Fall semester is a wrap, well, except for all the grading. Last day of classes. Two dudes in the hallway. “If I’m ever a teacher,” the first says, “I’ll probably be the worst of all time.” Second, “That’s terrible self talk.”
Category Archives: Teaching and Education Reform
This Is Not The Way To Help Depressed Teenagers
By Darbe Saxbe. Filled with important insights.
A Pastor, Comedian, and Educator Walk Into a Bar
And compare notes.
The pastor says, “I can tell when my congregation is with me. When they’re watching and listening intently, we’re connected.”
The comedian says, “I can tell when my audience is with me. When they’re watching and listening intently, we’re connected.”
The educator says, “I can tell when my students are with me. When they’re watching and listening intently, we’re connected.”
One never arrives as a teacher. On the best days, a distinct majority watches and listens intently. And the connection is strong. More often, some watch and listen intently, while others are elsewhere. The eternal challenge is tilting that balance.
I See You
Alternating this afternoon between reading student papers and watching college football.
And reading this email from a Somali-American student of mine. “I just saw my grade and your feedback on it. I appreciate the well thought out and thorough feedback! I’ll be sure to apply it to my next paper! It feels nice to have educators in higher Ed that actually read my work with thoughts opposed to my high school.”
The most important roles I play are all related—listener, reader, assessor. “Professing” is overrated.
I have 53 students this semester. A lot of high school teachers have 153. I teach 12 hours a week. Most high school teachers teach 25. High school students aren’t truly listened to or read closely because there’s too many of them and too little time.
The distinguishing feature of the factory model of education, where secondary students come at you in waves of thirty every hour, is that it’s impersonal.
Olympia School District’s Learning Plan
A focus on equity is laudable, but this is riddled with jargon and lacking in specificity. Given this muddled, vague language, my money is on the K-12 status quo continuing unabated.
Sentences to Ponder
“In Canada and Japan, public-university tuition is now about $5,000 a year. In Italy, Spain and Israel, it’s about $2,000. In France, Denmark and Germany, it’s essentially zero.”
From “Americans Are Losing Faith in the Value of College. Whose Fault is That?”
From the Newaukum River to the Charles
Given the cultural differences between Onalaska, WA and Cambridge, MA, three thousand miles may as well be thirty thousand.
Maybe someday Harvard-bound Brooklyn Sandrindge will make a film about her Onalaska to Cambridge journey. I cycled all around Onalaska, WA last Saturday. There may be more cows in Lewis County than people. It’s as small, rural, and politically conservative as it gets.
I spent the summer between my sophomore and junior college years doing internships in Boston, often taking the “T” to Cambridge on Friday nights to listen to street music, eat pizza by the slice, and browse used book stores.
Cambridge is a wee bit bigger, more urban, and progressive than Onalaska. Sandrindge’s transition will not be easy, but I’m guessing she’ll rise to the occasion.
Purdue Math Professor Has Salary Reduced to $0
Another Shrinking Private Liberal Arts College
Strong opening from a Los Angeles Times story on Whittier College’s woes.
“The grounds of Whittier College are lush and the buildings stately. But the once-bustling quad is often all but empty these days, students say, and inside the Wanberg Hall dormitory, carpets smell musty, the WiFi is spotty, and 25 students share two restrooms with toilets that frequently break down and take ages to fix.”
If you’ve been following the decline of modestly endowed private liberal arts colleges, you know the rest of the story, including declining enrollment, plunging revenue, a divided board, a president under fire, the elimination of some sports (and subjects of study), and the selling of the president’s house.
Why would anyone shopping colleges choose one on the financial ropes? That’s the tipping point the bottom third of private liberal arts colleges are trying desperately to avoid. Similarly, if you were wanting to making a charitable contribution to a college or university, would you choose one with an uncertain future?
The Los Angeles Teacher Strike Explained
It’s really the Los Angeles Unified School District support staff that are striking for livable wages. And 89% of the students’ families support them. Because they are intimately familiar with the challenges of trying to make ends meet in one of country’s most expensive cities.
As reported here:
“The parents see their lives mirrored in the struggles of the bus drivers, cafeteria workers and classroom aides walking the picket lines — working-class residents who take on multiple jobs to survive in Southern California.
‘If you’re not making massive six-figure salaries, then, yeah, it’s hard,’ Ms. Cruz, 33, said. “How can you not support their cause?”
The strike has sharply illustrated the economic divide in modern Los Angeles, where low-wage workers can barely scrap together rent while affluent professionals blocks away are willing to pay $13 for a coconut smoothie. In this case, the school district’s working-class parents and school workers are on the same side of the divide.”
Support staff are seeking a 30% increase in pay while the district has countered with 23% over several years.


** THE TASK **
Transcribe the records that follow. Keep every word exactly, and drop the pictures.

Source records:
┄┄┄┄┄┄┄┄┄┄┄┄┄┄┄┄┄┄┄┄

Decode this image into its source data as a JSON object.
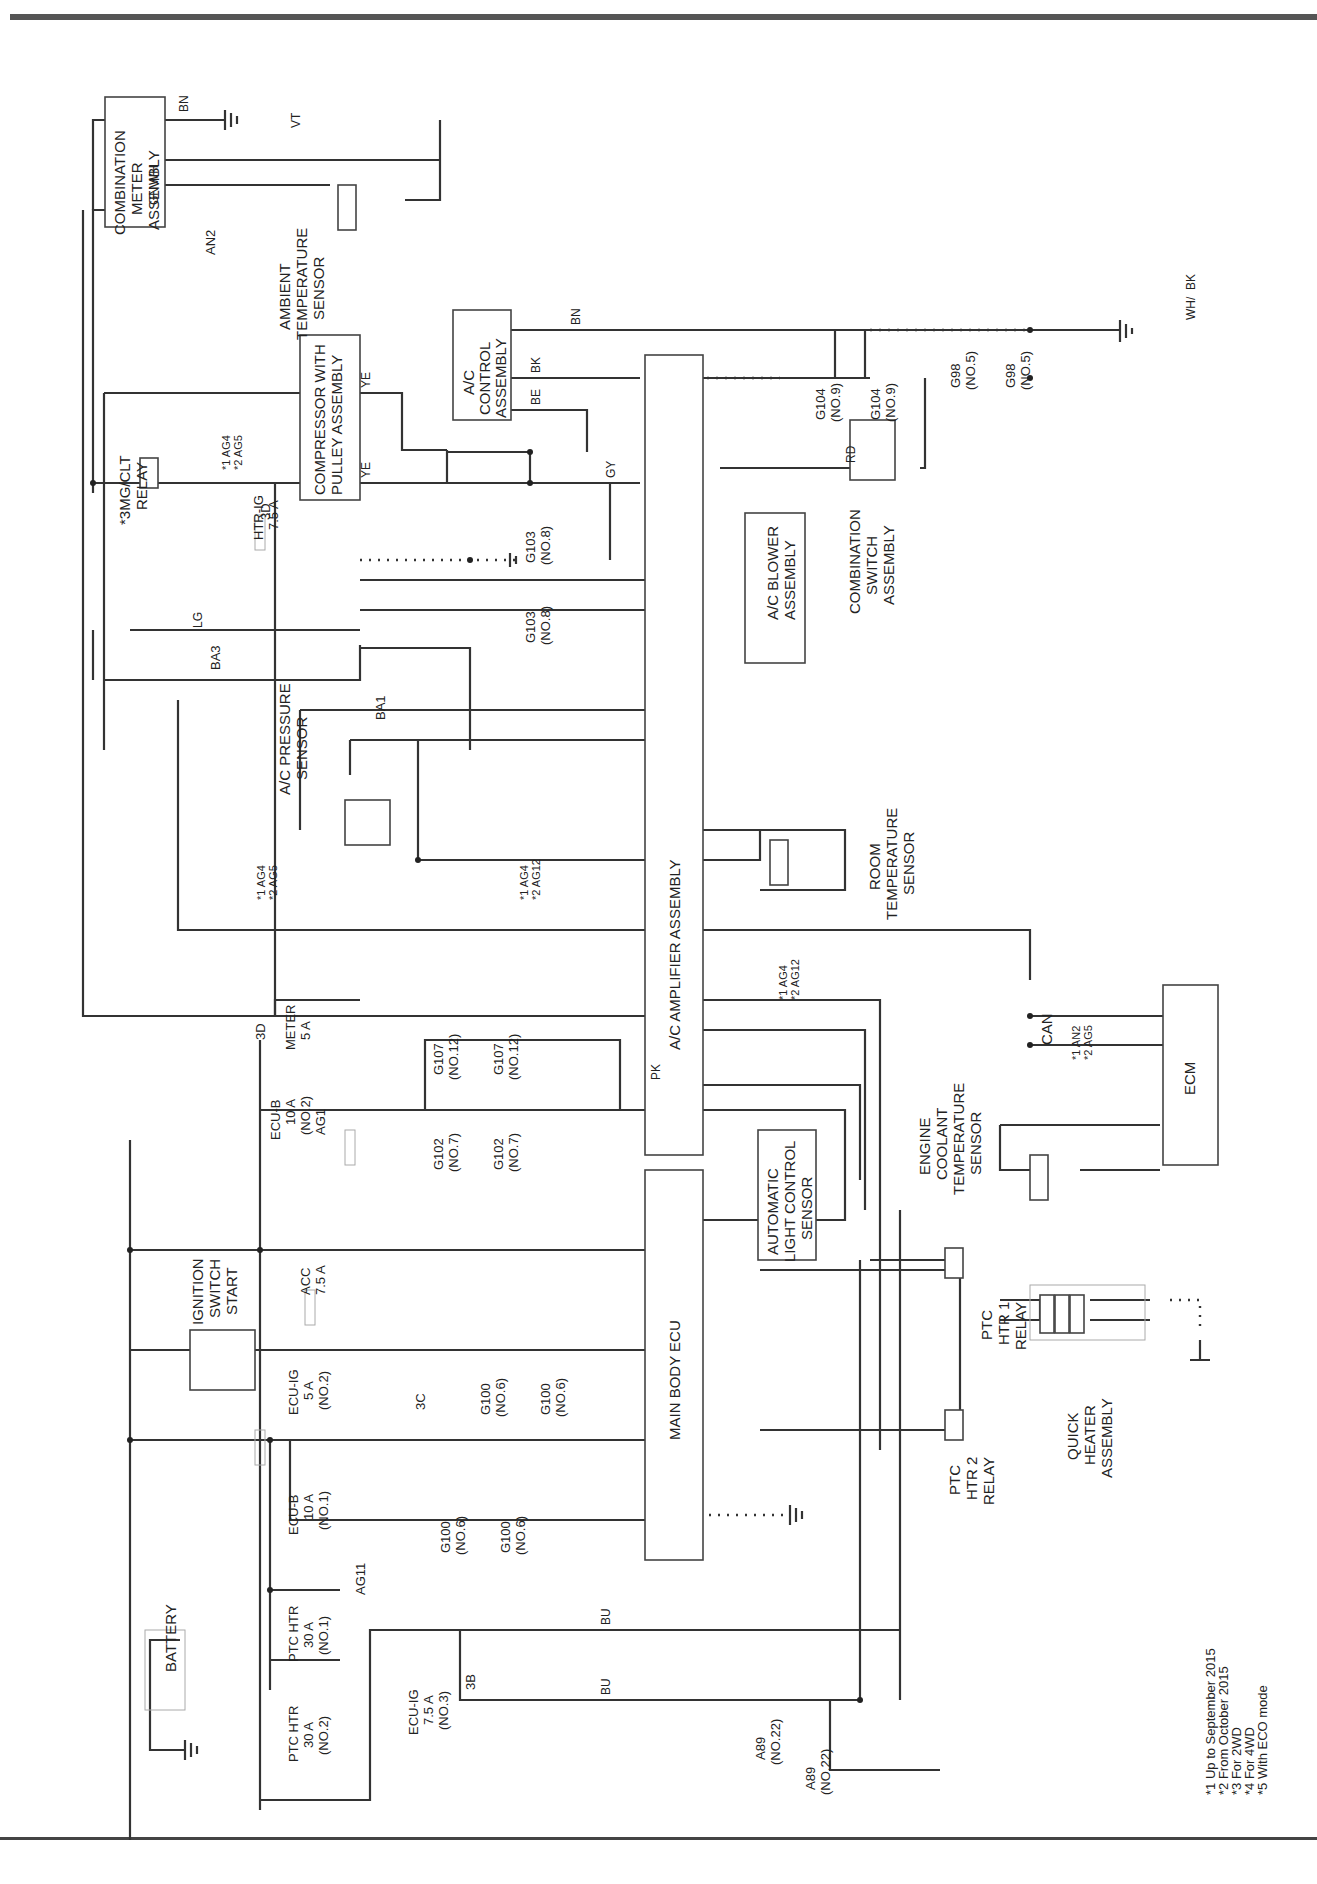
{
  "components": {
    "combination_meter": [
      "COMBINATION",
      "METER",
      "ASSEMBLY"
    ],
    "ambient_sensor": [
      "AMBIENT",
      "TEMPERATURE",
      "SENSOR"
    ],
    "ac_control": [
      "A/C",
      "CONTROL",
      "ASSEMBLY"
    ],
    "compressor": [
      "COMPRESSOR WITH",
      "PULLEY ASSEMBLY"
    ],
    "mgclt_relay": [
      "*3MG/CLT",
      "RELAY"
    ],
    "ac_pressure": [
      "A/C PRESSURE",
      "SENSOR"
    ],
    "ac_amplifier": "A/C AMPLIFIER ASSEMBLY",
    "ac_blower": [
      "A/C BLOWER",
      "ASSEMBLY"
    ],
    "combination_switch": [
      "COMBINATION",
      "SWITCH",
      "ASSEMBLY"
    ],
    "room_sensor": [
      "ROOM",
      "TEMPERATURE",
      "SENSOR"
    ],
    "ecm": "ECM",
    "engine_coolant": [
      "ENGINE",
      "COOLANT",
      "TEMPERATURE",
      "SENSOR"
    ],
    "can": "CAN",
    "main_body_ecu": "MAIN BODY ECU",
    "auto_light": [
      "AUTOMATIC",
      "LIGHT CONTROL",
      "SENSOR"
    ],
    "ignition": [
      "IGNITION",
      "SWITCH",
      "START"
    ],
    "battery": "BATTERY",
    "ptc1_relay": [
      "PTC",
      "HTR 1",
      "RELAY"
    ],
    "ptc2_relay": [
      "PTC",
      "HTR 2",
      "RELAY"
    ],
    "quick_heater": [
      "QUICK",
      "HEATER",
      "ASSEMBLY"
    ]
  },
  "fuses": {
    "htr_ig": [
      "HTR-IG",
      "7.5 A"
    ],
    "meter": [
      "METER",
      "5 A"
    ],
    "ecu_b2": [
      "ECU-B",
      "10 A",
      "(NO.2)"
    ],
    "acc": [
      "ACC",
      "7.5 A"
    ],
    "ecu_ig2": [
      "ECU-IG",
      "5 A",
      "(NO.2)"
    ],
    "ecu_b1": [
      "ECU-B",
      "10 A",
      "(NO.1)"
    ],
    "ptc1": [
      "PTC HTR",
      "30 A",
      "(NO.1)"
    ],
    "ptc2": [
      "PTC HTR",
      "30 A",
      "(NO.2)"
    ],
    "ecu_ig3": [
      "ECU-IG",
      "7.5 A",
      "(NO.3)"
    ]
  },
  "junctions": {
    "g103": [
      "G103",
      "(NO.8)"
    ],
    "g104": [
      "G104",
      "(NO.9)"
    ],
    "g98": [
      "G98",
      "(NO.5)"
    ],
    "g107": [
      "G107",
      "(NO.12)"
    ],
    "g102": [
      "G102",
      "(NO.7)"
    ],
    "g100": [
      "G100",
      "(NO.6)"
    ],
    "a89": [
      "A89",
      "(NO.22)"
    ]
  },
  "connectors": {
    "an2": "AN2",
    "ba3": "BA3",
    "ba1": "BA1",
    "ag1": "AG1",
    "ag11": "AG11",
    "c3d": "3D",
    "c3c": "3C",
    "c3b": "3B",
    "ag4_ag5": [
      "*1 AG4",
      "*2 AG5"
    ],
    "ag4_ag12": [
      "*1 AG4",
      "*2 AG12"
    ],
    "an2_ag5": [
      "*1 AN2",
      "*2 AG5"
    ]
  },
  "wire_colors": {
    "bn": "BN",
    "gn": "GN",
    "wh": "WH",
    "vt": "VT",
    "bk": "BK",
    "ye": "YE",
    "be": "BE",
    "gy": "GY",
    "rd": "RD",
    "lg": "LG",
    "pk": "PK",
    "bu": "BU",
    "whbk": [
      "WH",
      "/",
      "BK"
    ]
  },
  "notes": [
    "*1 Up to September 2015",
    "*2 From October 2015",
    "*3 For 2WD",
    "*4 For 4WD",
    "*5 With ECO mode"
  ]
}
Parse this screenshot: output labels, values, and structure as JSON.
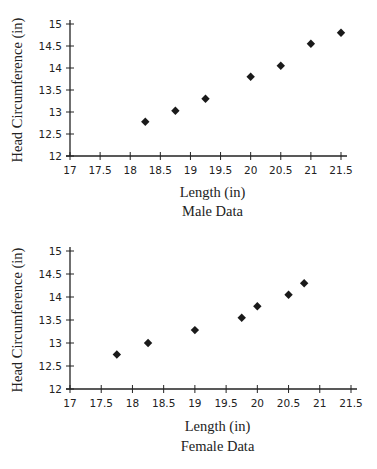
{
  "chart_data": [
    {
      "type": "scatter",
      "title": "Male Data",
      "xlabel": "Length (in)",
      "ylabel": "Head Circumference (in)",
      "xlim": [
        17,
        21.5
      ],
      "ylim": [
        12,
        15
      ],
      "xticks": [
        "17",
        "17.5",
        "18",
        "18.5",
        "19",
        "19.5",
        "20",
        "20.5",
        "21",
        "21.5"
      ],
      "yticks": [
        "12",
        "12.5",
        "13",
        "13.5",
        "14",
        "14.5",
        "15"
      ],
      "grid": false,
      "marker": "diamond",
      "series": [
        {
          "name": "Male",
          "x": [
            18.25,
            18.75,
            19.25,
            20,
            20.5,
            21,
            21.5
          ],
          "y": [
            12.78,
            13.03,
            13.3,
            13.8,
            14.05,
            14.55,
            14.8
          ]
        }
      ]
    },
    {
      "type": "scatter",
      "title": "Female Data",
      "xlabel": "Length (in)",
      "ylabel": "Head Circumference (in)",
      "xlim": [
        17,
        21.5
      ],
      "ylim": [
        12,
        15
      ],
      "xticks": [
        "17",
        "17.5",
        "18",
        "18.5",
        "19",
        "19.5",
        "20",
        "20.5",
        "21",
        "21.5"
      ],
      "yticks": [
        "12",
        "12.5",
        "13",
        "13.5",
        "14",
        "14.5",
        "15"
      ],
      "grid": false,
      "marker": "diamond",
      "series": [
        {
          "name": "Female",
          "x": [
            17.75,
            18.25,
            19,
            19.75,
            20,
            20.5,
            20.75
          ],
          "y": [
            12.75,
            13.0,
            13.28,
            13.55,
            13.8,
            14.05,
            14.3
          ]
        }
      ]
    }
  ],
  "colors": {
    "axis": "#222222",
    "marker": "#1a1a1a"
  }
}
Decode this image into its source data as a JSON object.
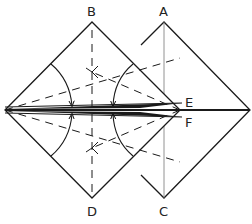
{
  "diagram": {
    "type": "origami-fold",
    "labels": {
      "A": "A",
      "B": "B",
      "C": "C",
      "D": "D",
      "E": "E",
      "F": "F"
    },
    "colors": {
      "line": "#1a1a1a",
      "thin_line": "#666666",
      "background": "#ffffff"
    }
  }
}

┄┄┄┄┄┄┄┄┄┄┄┄┄┄┄┄┄┄┄┄

** ANSWER FOR THIS EXERCISE **
Decode this image into its source data as a JSON object.
{
  "components": {
    "combination_meter": [
      "COMBINATION",
      "METER",
      "ASSEMBLY"
    ],
    "ambient_sensor": [
      "AMBIENT",
      "TEMPERATURE",
      "SENSOR"
    ],
    "ac_control": [
      "A/C",
      "CONTROL",
      "ASSEMBLY"
    ],
    "compressor": [
      "COMPRESSOR WITH",
      "PULLEY ASSEMBLY"
    ],
    "mgclt_relay": [
      "*3MG/CLT",
      "RELAY"
    ],
    "ac_pressure": [
      "A/C PRESSURE",
      "SENSOR"
    ],
    "ac_amplifier": "A/C AMPLIFIER ASSEMBLY",
    "ac_blower": [
      "A/C BLOWER",
      "ASSEMBLY"
    ],
    "combination_switch": [
      "COMBINATION",
      "SWITCH",
      "ASSEMBLY"
    ],
    "room_sensor": [
      "ROOM",
      "TEMPERATURE",
      "SENSOR"
    ],
    "ecm": "ECM",
    "engine_coolant": [
      "ENGINE",
      "COOLANT",
      "TEMPERATURE",
      "SENSOR"
    ],
    "can": "CAN",
    "main_body_ecu": "MAIN BODY ECU",
    "auto_light": [
      "AUTOMATIC",
      "LIGHT CONTROL",
      "SENSOR"
    ],
    "ignition": [
      "IGNITION",
      "SWITCH",
      "START"
    ],
    "battery": "BATTERY",
    "ptc1_relay": [
      "PTC",
      "HTR 1",
      "RELAY"
    ],
    "ptc2_relay": [
      "PTC",
      "HTR 2",
      "RELAY"
    ],
    "quick_heater": [
      "QUICK",
      "HEATER",
      "ASSEMBLY"
    ]
  },
  "fuses": {
    "htr_ig": [
      "HTR-IG",
      "7.5 A"
    ],
    "meter": [
      "METER",
      "5 A"
    ],
    "ecu_b2": [
      "ECU-B",
      "10 A",
      "(NO.2)"
    ],
    "acc": [
      "ACC",
      "7.5 A"
    ],
    "ecu_ig2": [
      "ECU-IG",
      "5 A",
      "(NO.2)"
    ],
    "ecu_b1": [
      "ECU-B",
      "10 A",
      "(NO.1)"
    ],
    "ptc1": [
      "PTC HTR",
      "30 A",
      "(NO.1)"
    ],
    "ptc2": [
      "PTC HTR",
      "30 A",
      "(NO.2)"
    ],
    "ecu_ig3": [
      "ECU-IG",
      "7.5 A",
      "(NO.3)"
    ]
  },
  "junctions": {
    "g103": [
      "G103",
      "(NO.8)"
    ],
    "g104": [
      "G104",
      "(NO.9)"
    ],
    "g98": [
      "G98",
      "(NO.5)"
    ],
    "g107": [
      "G107",
      "(NO.12)"
    ],
    "g102": [
      "G102",
      "(NO.7)"
    ],
    "g100": [
      "G100",
      "(NO.6)"
    ],
    "a89": [
      "A89",
      "(NO.22)"
    ]
  },
  "connectors": {
    "an2": "AN2",
    "ba3": "BA3",
    "ba1": "BA1",
    "ag1": "AG1",
    "ag11": "AG11",
    "c3d": "3D",
    "c3c": "3C",
    "c3b": "3B",
    "ag4_ag5": [
      "*1 AG4",
      "*2 AG5"
    ],
    "ag4_ag12": [
      "*1 AG4",
      "*2 AG12"
    ],
    "an2_ag5": [
      "*1 AN2",
      "*2 AG5"
    ]
  },
  "wire_colors": {
    "bn": "BN",
    "gn": "GN",
    "wh": "WH",
    "vt": "VT",
    "bk": "BK",
    "ye": "YE",
    "be": "BE",
    "gy": "GY",
    "rd": "RD",
    "lg": "LG",
    "pk": "PK",
    "bu": "BU",
    "whbk": [
      "WH",
      "/",
      "BK"
    ]
  },
  "notes": [
    "*1 Up to September 2015",
    "*2 From October 2015",
    "*3 For 2WD",
    "*4 For 4WD",
    "*5 With ECO mode"
  ]
}
Parse this screenshot: output labels, values, and structure as JSON.
{
  "chart_data": [
    {
      "type": "scatter",
      "title": "Male Data",
      "xlabel": "Length (in)",
      "ylabel": "Head Circumference (in)",
      "xlim": [
        17,
        21.5
      ],
      "ylim": [
        12,
        15
      ],
      "xticks": [
        "17",
        "17.5",
        "18",
        "18.5",
        "19",
        "19.5",
        "20",
        "20.5",
        "21",
        "21.5"
      ],
      "yticks": [
        "12",
        "12.5",
        "13",
        "13.5",
        "14",
        "14.5",
        "15"
      ],
      "grid": false,
      "marker": "diamond",
      "series": [
        {
          "name": "Male",
          "x": [
            18.25,
            18.75,
            19.25,
            20,
            20.5,
            21,
            21.5
          ],
          "y": [
            12.78,
            13.03,
            13.3,
            13.8,
            14.05,
            14.55,
            14.8
          ]
        }
      ]
    },
    {
      "type": "scatter",
      "title": "Female Data",
      "xlabel": "Length (in)",
      "ylabel": "Head Circumference (in)",
      "xlim": [
        17,
        21.5
      ],
      "ylim": [
        12,
        15
      ],
      "xticks": [
        "17",
        "17.5",
        "18",
        "18.5",
        "19",
        "19.5",
        "20",
        "20.5",
        "21",
        "21.5"
      ],
      "yticks": [
        "12",
        "12.5",
        "13",
        "13.5",
        "14",
        "14.5",
        "15"
      ],
      "grid": false,
      "marker": "diamond",
      "series": [
        {
          "name": "Female",
          "x": [
            17.75,
            18.25,
            19,
            19.75,
            20,
            20.5,
            20.75
          ],
          "y": [
            12.75,
            13.0,
            13.28,
            13.55,
            13.8,
            14.05,
            14.3
          ]
        }
      ]
    }
  ],
  "colors": {
    "axis": "#222222",
    "marker": "#1a1a1a"
  }
}
Decode this image into its source data as a JSON object.
{
  "diagram": {
    "type": "origami-fold",
    "labels": {
      "A": "A",
      "B": "B",
      "C": "C",
      "D": "D",
      "E": "E",
      "F": "F"
    },
    "colors": {
      "line": "#1a1a1a",
      "thin_line": "#666666",
      "background": "#ffffff"
    }
  }
}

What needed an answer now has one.